Did you know that Bruges has a replica of the Holy Sepulchre?

19/04/2019

In the first half of the 15th century, the descendants of a Genoese merchant who had settled in Flanders two centuries earlier and made his fortune there, built a church in Bruges based on the Holy Sepulchre in Jerusalem. For its construction, Pierre and Jacques Adornes travelled to the city to take notes in order to build a similar version of the original building.

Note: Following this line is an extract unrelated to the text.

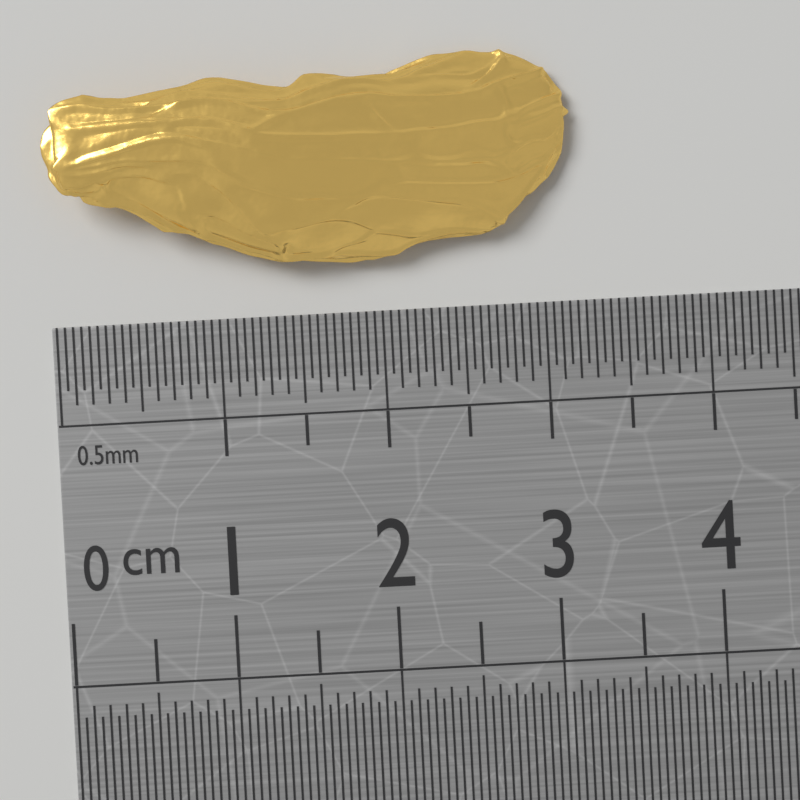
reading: 3.20 cm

In a Gothic style with strong Byzantine influences, this church is like no other and is well worth a visit. Modest in size, it distinguishes itself by its tower, including its floor reinforced by corner turrets, and a rectangular layout with cut corners, as well as the wooden steeple crowned by a copper dome and surmounted by a Maltese cross. At the centre of the single nave with a wooden ceiling, beneath the catafalque of the builder dressed in armour and his wife, lies the heart of Anselme Adornes, carried home from Scotland where he was murdered. The sandstone calvary symbolising the Golgotha with the sculpted instruments of the Passion serves as the sole altar. Of course, the sanctuary houses a relic of the cross of Christ. The stained glass windows of the church of Jerusalem are the oldest in Bruges and predate 1500. Another curiosity is the stone altar dating from 1435 with a superb hill of calvary, a 16th century tower-shaped tabernacle, and a Florentine terracotta Madonna produced by Luca della Robia in the second half of the 15th century. The crypt houses a reconstruction of the tomb of Christ.

It is here that Marguerite Yourcenar places the scene in which the young Zénon, with the arrogant pride of his age, took leave of a slightly simple young girl whom he had already forgotten in "L’Œuvre au Noir".